ASHLAND, N.H. (AP) — At least 35 vehicles were involved in two separate pileups on Interstate 93 after some fast-moving snow squalls caused whiteout conditions Friday morning.
Lt. Jerry Maslan, a state police spokesman, said there were some injuries, but they weren’t considered to be life-threatening. Calls about the accidents started coming in at about 9:45 a.m. Friday.
Manchester District Fire Chief Al Poulin, who drove through the squall, told WMUR-TV that there were many vehicles on the road driving in excess of the 75 mph speed limit, including some apparently heading to ski resorts for the weekend.
Conditions were clear and then suddenly, “we slowed right down to nothing,” he said. “We couldn’t even see where we were going, that’s how much of a whiteout condition existed at the time.”
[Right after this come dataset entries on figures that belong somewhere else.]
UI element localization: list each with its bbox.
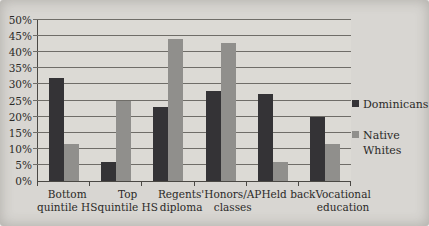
y-tick-label: 30% (9, 79, 32, 90)
x-tick (246, 182, 247, 186)
bar-dominicans-vocational-education (310, 117, 325, 181)
x-axis-label-held-back: Held back (261, 188, 315, 214)
bar-group-honors-ap-classes (195, 20, 247, 181)
x-ticks (37, 182, 350, 186)
bars-layer (38, 20, 351, 181)
x-axis-label-vocational-education: Vocationaleducation (315, 188, 370, 214)
y-tick-label: 10% (9, 143, 32, 154)
x-tick (298, 182, 299, 186)
y-tick-label: 20% (9, 111, 32, 122)
bar-chart-figure: 0%5%10%15%20%25%30%35%40%45%50% Bottomqu… (0, 0, 429, 226)
y-tick-label: 35% (9, 63, 32, 74)
bar-native-whites-regents-diploma (168, 39, 183, 181)
y-tick-label: 40% (9, 47, 32, 58)
x-axis-labels: Bottomquintile HSTopquintile HSRegents'd… (37, 188, 350, 214)
dominicans-series-swatch-icon (352, 100, 359, 107)
bar-group-held-back (247, 20, 299, 181)
bar-group-bottom-quintile-hs (38, 20, 90, 181)
y-tick-label: 0% (15, 176, 32, 187)
legend: Dominicans Native Whites (352, 97, 419, 158)
bar-group-vocational-education (299, 20, 351, 181)
y-tick-label: 5% (15, 159, 32, 170)
native-whites-series-swatch-icon (352, 131, 359, 138)
legend-entry-dominicans: Dominicans (352, 97, 419, 112)
x-tick (89, 182, 90, 186)
bar-native-whites-honors-ap-classes (221, 43, 236, 181)
y-tick-label: 50% (9, 15, 32, 26)
bar-dominicans-regents-diploma (153, 107, 168, 181)
y-tick-label: 45% (9, 31, 32, 42)
bar-native-whites-top-quintile-hs (116, 101, 131, 182)
x-axis-label-bottom-quintile-hs: Bottomquintile HS (37, 188, 97, 214)
legend-label-native-whites: Native Whites (363, 128, 419, 158)
y-tick-label: 25% (9, 95, 32, 106)
bar-dominicans-top-quintile-hs (101, 162, 116, 181)
y-tick-label: 15% (9, 127, 32, 138)
bar-dominicans-held-back (258, 94, 273, 181)
x-tick (350, 182, 351, 186)
bar-native-whites-held-back (273, 162, 288, 181)
plot-area (37, 20, 351, 182)
legend-label-dominicans: Dominicans (363, 97, 419, 112)
bar-dominicans-honors-ap-classes (206, 91, 221, 181)
bar-native-whites-vocational-education (325, 144, 340, 181)
x-axis-label-top-quintile-hs: Topquintile HS (97, 188, 157, 214)
bar-group-regents-diploma (142, 20, 194, 181)
bar-group-top-quintile-hs (90, 20, 142, 181)
x-tick (37, 182, 38, 186)
bar-native-whites-bottom-quintile-hs (64, 144, 79, 181)
x-axis-label-regents-diploma: Regents'diploma (158, 188, 204, 214)
bar-dominicans-bottom-quintile-hs (49, 78, 64, 181)
legend-entry-native-whites: Native Whites (352, 128, 419, 158)
y-axis-labels: 0%5%10%15%20%25%30%35%40%45%50% (0, 20, 32, 181)
x-axis-label-honors-ap-classes: Honors/APclasses (204, 188, 261, 214)
x-tick (194, 182, 195, 186)
x-tick (141, 182, 142, 186)
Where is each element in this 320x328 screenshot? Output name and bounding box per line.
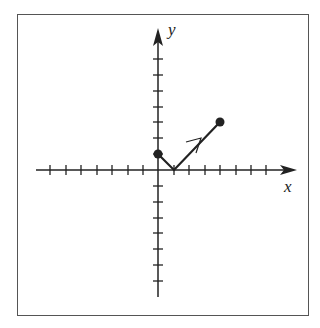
- end-point-dot: [216, 118, 225, 127]
- x-axis-label: x: [284, 177, 292, 197]
- x-axis: [36, 165, 297, 175]
- graph-canvas: [0, 0, 320, 328]
- coordinate-plane-figure: y x: [0, 0, 320, 328]
- start-point-dot: [154, 150, 163, 159]
- graph-path: [154, 118, 225, 171]
- y-axis-label: y: [168, 20, 176, 40]
- y-axis: [153, 28, 163, 297]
Department of Transportation spokesman Bill Boynton said the highway went from dry pavement to snow covered in three minutes.
“Whatever happened was sudden and dramatic,” Boynton said.
Maslan said one of the crashes involved a truck trailer that caught fire after a vehicle went underneath it. It wasn’t known what the trailer was carrying, but aerial footage showed boxes strewn among the crumpled cars.
The accidents happened in the northbound lanes in and near Ashland, about 30 miles north of Concord. The lanes were closed to traffic for more than three hours as fleets of tow trucks hauled away damaged vehicles.
Snow was falling on and off in the state Friday.
Earlier in the morning, multiple cars went off the road or were in fender benders on Interstate 89 in Grantham, Maslan said. He said no injuries were reported in those crashes.